The line that is hardest for me to understand is “Till Seraphs swing their snowy Hats --.“ Many critiques skip over the difficulty of this line, taking “Seraphs” literally--if that is even possible. (The snowy Hats would be halos), This reading sets up an opposition between religion and nature--the human space where Dickinson operates. This is in the poem--I don’t disagree--but my gut tells me there is more.

Some read “snowy Hats” as snow-tipped and “Seraphs” as trees, and that Dickinson persists past summer, into fall and winter when the blooms have fallen, still “reeling” in nature. I also don’t mind that reading. I agree that her inebriation, her poetic inspiration, is everlasting. But interpreting Seraphs as trees is a stretch. The Seraphs are positioned in opposition to nature, they are watching the “little Tippler” at the flowers, so, for me, trees don’t fit. (Nor would clouds, pollen, a white flower.)

The temperance movement was strong at the time, as was the Second Awakening of puritanism. Many were railing against drunkenness and other scandalous behavior. The word "renounce" triggers in my mind a feeling of prudish zeal. Succumbing to peer pressure, perhaps, some Butterflies give up drinking. The white bonnet (picture a Pilgrim woman’s bonnet or a nun’s habit) “swings” as she shakes her head disapprovingly. (See this photo of Lucretia Mott wearing a white bonnet.) If male, he wags his powdered wig. “Seraphs” and “Saints” form a zealous Society.

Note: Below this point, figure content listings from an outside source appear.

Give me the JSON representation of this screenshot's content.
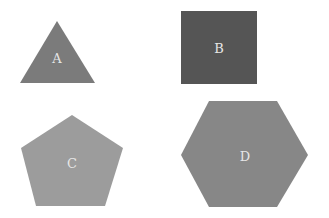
{
  "diagram": {
    "background": "#ffffff",
    "shapes": [
      {
        "id": "A",
        "type": "triangle",
        "label": "A",
        "fill": "#7b7b7b",
        "points": "57,21 95,83 20,83",
        "label_pos": {
          "x": 57,
          "y": 58
        }
      },
      {
        "id": "B",
        "type": "square",
        "label": "B",
        "fill": "#555555",
        "points": "181,11 257,11 257,84 181,84",
        "label_pos": {
          "x": 219,
          "y": 48
        }
      },
      {
        "id": "C",
        "type": "pentagon",
        "label": "C",
        "fill": "#9c9c9c",
        "points": "72,115 123,148 105,206 36,206 21,148",
        "label_pos": {
          "x": 72,
          "y": 163
        }
      },
      {
        "id": "D",
        "type": "hexagon",
        "label": "D",
        "fill": "#878787",
        "points": "209,101 277,101 308,155 277,207 209,207 181,155",
        "label_pos": {
          "x": 245,
          "y": 156
        }
      }
    ]
  }
}
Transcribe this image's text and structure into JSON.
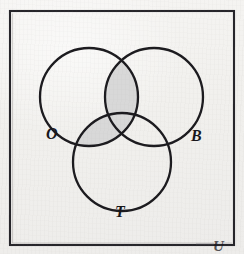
{
  "figure": {
    "kind": "venn-diagram",
    "set_count": 3,
    "universe_label": "U",
    "background_color": "#f1f0ed",
    "stroke_color": "#1b1a1e",
    "shade_color": "#d8d8d8"
  },
  "universe": {
    "name": "universal-set-rectangle",
    "label": "U",
    "x": 10,
    "y": 11,
    "width": 224,
    "height": 234,
    "stroke_width": 2
  },
  "circles": [
    {
      "id": "O",
      "label": "O",
      "cx": 89,
      "cy": 97,
      "r": 49,
      "stroke_width": 2.2
    },
    {
      "id": "B",
      "label": "B",
      "cx": 154,
      "cy": 97,
      "r": 49,
      "stroke_width": 2.2
    },
    {
      "id": "T",
      "label": "T",
      "cx": 122,
      "cy": 162,
      "r": 49,
      "stroke_width": 2.2
    }
  ],
  "labels": [
    {
      "id": "O",
      "text": "O",
      "x": 53,
      "y": 134
    },
    {
      "id": "B",
      "text": "B",
      "x": 198,
      "y": 136
    },
    {
      "id": "T",
      "text": "T",
      "x": 122,
      "y": 212
    },
    {
      "id": "U",
      "text": "U",
      "x": 220,
      "y": 246
    }
  ],
  "regions": [
    {
      "id": "O-only",
      "sets": [
        "O"
      ],
      "shaded": false
    },
    {
      "id": "B-only",
      "sets": [
        "B"
      ],
      "shaded": false
    },
    {
      "id": "T-only",
      "sets": [
        "T"
      ],
      "shaded": false
    },
    {
      "id": "O-and-B",
      "sets": [
        "O",
        "B"
      ],
      "shaded": true
    },
    {
      "id": "O-and-T",
      "sets": [
        "O",
        "T"
      ],
      "shaded": true
    },
    {
      "id": "B-and-T",
      "sets": [
        "B",
        "T"
      ],
      "shaded": false
    },
    {
      "id": "O-and-B-and-T",
      "sets": [
        "O",
        "B",
        "T"
      ],
      "shaded": true
    },
    {
      "id": "outside",
      "sets": [],
      "shaded": false
    }
  ],
  "shaded_description": "O intersect (B union T)"
}
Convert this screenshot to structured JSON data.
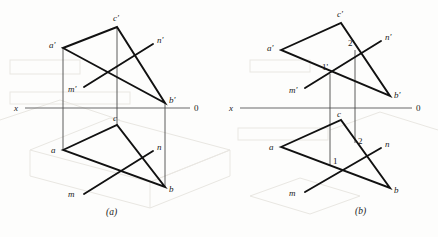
{
  "figure": {
    "caption_a": "(a)",
    "caption_b": "(b)",
    "axis_label_left": "x",
    "axis_label_right": "0"
  },
  "diagram_a": {
    "name": "projection-diagram-a",
    "axis": {
      "label_left": "x",
      "label_right": "0",
      "y": 108,
      "x1": 25,
      "x2": 190
    },
    "frontal_view": {
      "vertices": [
        {
          "id": "a-prime",
          "label": "a'",
          "x": 63,
          "y": 48,
          "label_x": 49,
          "label_y": 45
        },
        {
          "id": "c-prime",
          "label": "c'",
          "x": 117,
          "y": 27,
          "label_x": 113,
          "label_y": 18
        },
        {
          "id": "b-prime",
          "label": "b'",
          "x": 165,
          "y": 103,
          "label_x": 169,
          "label_y": 100
        }
      ],
      "line_m_n": {
        "m_label": "m'",
        "n_label": "n'",
        "m_x": 84,
        "m_y": 87,
        "m_label_x": 71,
        "m_label_y": 90,
        "n_x": 153,
        "n_y": 44,
        "n_label_x": 157,
        "n_label_y": 41
      }
    },
    "horizontal_view": {
      "vertices": [
        {
          "id": "a",
          "label": "a",
          "x": 63,
          "y": 150,
          "label_x": 51,
          "label_y": 150
        },
        {
          "id": "c",
          "label": "c",
          "x": 117,
          "y": 125,
          "label_x": 113,
          "label_y": 120
        },
        {
          "id": "b",
          "label": "b",
          "x": 165,
          "y": 187,
          "label_x": 169,
          "label_y": 190
        }
      ],
      "line_m_n": {
        "m_label": "m",
        "n_label": "n",
        "m_x": 84,
        "m_y": 194,
        "m_label_x": 71,
        "m_label_y": 194,
        "n_x": 153,
        "n_y": 151,
        "n_label_x": 157,
        "n_label_y": 148
      }
    },
    "projection_lines": [
      {
        "x": 63,
        "y1": 48,
        "y2": 150
      },
      {
        "x": 117,
        "y1": 27,
        "y2": 125
      },
      {
        "x": 165,
        "y1": 103,
        "y2": 187
      }
    ]
  },
  "diagram_b": {
    "name": "projection-diagram-b",
    "axis": {
      "label_left": "x",
      "label_right": "0",
      "y": 108,
      "x1": 240,
      "x2": 412
    },
    "frontal_view": {
      "vertices": [
        {
          "id": "a-prime",
          "label": "a'",
          "x": 281,
          "y": 50,
          "label_x": 267,
          "label_y": 47
        },
        {
          "id": "c-prime",
          "label": "c'",
          "x": 341,
          "y": 23,
          "label_x": 337,
          "label_y": 15
        },
        {
          "id": "b-prime",
          "label": "b'",
          "x": 390,
          "y": 96,
          "label_x": 394,
          "label_y": 95
        }
      ],
      "line_m_n": {
        "m_label": "m'",
        "n_label": "n'",
        "m_x": 305,
        "m_y": 88,
        "m_label_x": 292,
        "m_label_y": 92,
        "n_x": 381,
        "n_y": 41,
        "n_label_x": 385,
        "n_label_y": 38
      },
      "intersection_points": [
        {
          "id": "point-1-prime",
          "label": "1'",
          "x": 330,
          "y": 74,
          "label_x": 324,
          "label_y": 68
        },
        {
          "id": "point-2-prime",
          "label": "2'",
          "x": 355,
          "y": 50,
          "label_x": 350,
          "label_y": 44
        }
      ]
    },
    "horizontal_view": {
      "vertices": [
        {
          "id": "a",
          "label": "a",
          "x": 281,
          "y": 147,
          "label_x": 269,
          "label_y": 147
        },
        {
          "id": "c",
          "label": "c",
          "x": 341,
          "y": 120,
          "label_x": 337,
          "label_y": 115
        },
        {
          "id": "b",
          "label": "b",
          "x": 390,
          "y": 188,
          "label_x": 394,
          "label_y": 190
        }
      ],
      "line_m_n": {
        "m_label": "m",
        "n_label": "n",
        "m_x": 305,
        "m_y": 192,
        "m_label_x": 292,
        "m_label_y": 193,
        "n_x": 381,
        "n_y": 148,
        "n_label_x": 385,
        "n_label_y": 145
      },
      "intersection_points": [
        {
          "id": "point-1",
          "label": "1",
          "x": 330,
          "y": 166,
          "label_x": 334,
          "label_y": 164
        },
        {
          "id": "point-2",
          "label": "2",
          "x": 355,
          "y": 143,
          "label_x": 359,
          "label_y": 143
        }
      ]
    },
    "projection_lines": [
      {
        "x": 330,
        "y1": 74,
        "y2": 166
      },
      {
        "x": 355,
        "y1": 50,
        "y2": 143
      }
    ]
  },
  "colors": {
    "ink": "#111111",
    "axis": "#6a6a6a",
    "projection": "#4a4a4a",
    "background": "#fdfdfc",
    "ghost": "#e9e7e2"
  }
}
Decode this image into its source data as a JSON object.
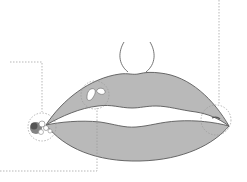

More narrowly for Dickinson, Literary Society condemned (or fixed) her poems which used unconventional grammar and lacked charming rhymes (“pearl does not rhyme with alcohol”*).

Another difficulty with the line is “Till.” Until when? Dickinson “tastes,” she reels, and will “but drink the more” until the Seraphs and Saints see her “Leaning against the -- Sun!” Society, protesting, can't but help "to windows run" and see who or what is making all that racket outside on the street. Dickinson, unrepentant, will keep drinking, keep writing poem after poem in which her liberated art shines as bright as the Sun. I can’t decide whether I think Dickinson is playfully teasing Seraphs and Saints, or if she is furious with them.

Dickinson’s creativity, her intellect (as expressed in her poetry) is “never brewed.” There isn’t an editor or publisher she trusts to oversee the poems’ aesthetic or potency. Inebriation is liberation from convention. She may have cared that Seraphs and Saints misunderstood her genius, but she wasn’t going to let them stop her. If her lamppost is the sun (which she can’t literally lean on) then she is relying on herself, her own artistic sensibility. If she leans against the Sun, then there is implied equality of scale between her and the Sun. And let’s not forget fire (Seraphs**, molten, Sun!) Her creative energy burns, renews; her urge to speak is unslakable.